Tripp suggested that board members also think about scheduling a public hearing after the firm makes its final report, which is due by March 1.

The superintendent was looking for a little advice from board members, also, Tuesday.

Salem schools have cancelled two days already this year because of snow, Tripp said. That exhausts the school calendar's built-in snow days, long before the wintry month of February, when the area often gets hit hardest by bad weather.

School policy states that a week-long spring break won't be used to make up for snow days except in cases of "extreme circumstances," Tripp told the board.

If the city has to cancel school again for snow, he asked, would that be extreme?

It might be, some board members said.
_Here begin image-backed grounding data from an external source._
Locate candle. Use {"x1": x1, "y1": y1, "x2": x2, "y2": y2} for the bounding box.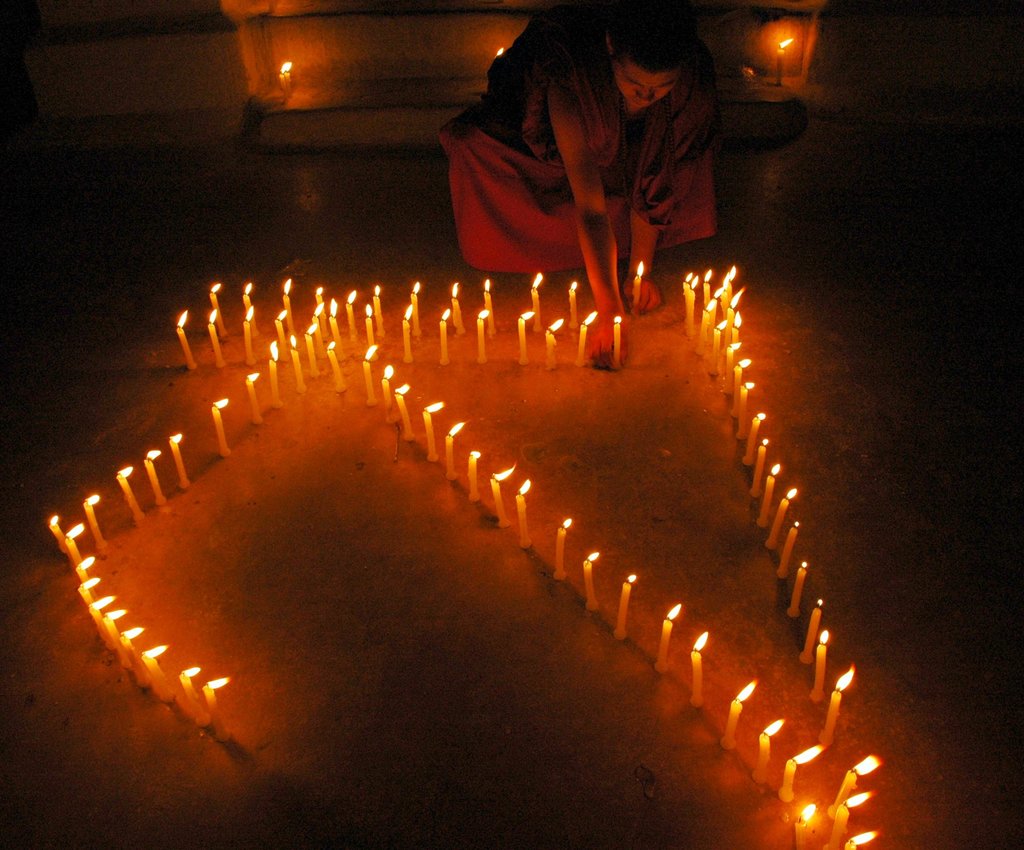
{"x1": 208, "y1": 285, "x2": 222, "y2": 335}.
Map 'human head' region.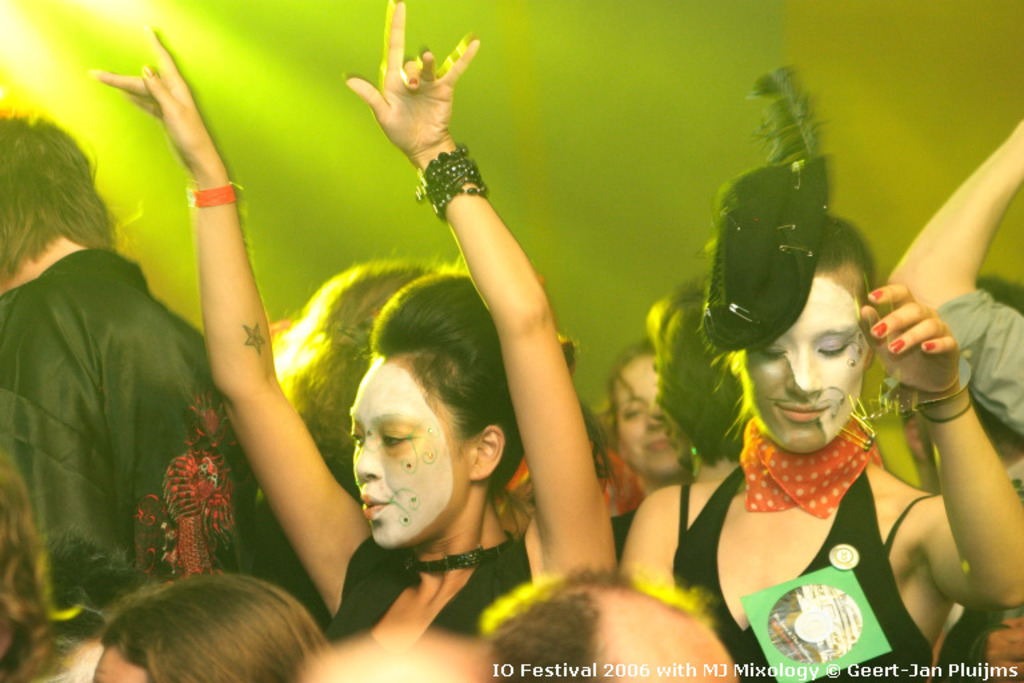
Mapped to select_region(0, 107, 107, 265).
But not enough to disturb spring break.

Vice Chairman Walter Franke rejected the spring break option as well as adding days on to the end of the year or using "bank time," a system that forgives cancelled school days after five make-up days if a locality's regular school day runs longer than the state requires.

He and other board members agreed they'd rather send children to school on Saturday, even though a decision to do so last year angered some parents and teachers.

"It doesn't make any difference how we make up the days," Franke said. "We're going to catch grief."

The board did not vote on the issue, but Tripp said he had "a good sense" of what members wanted. Scheduling make-up days in the case of bad weather is the superintendent's responsibility.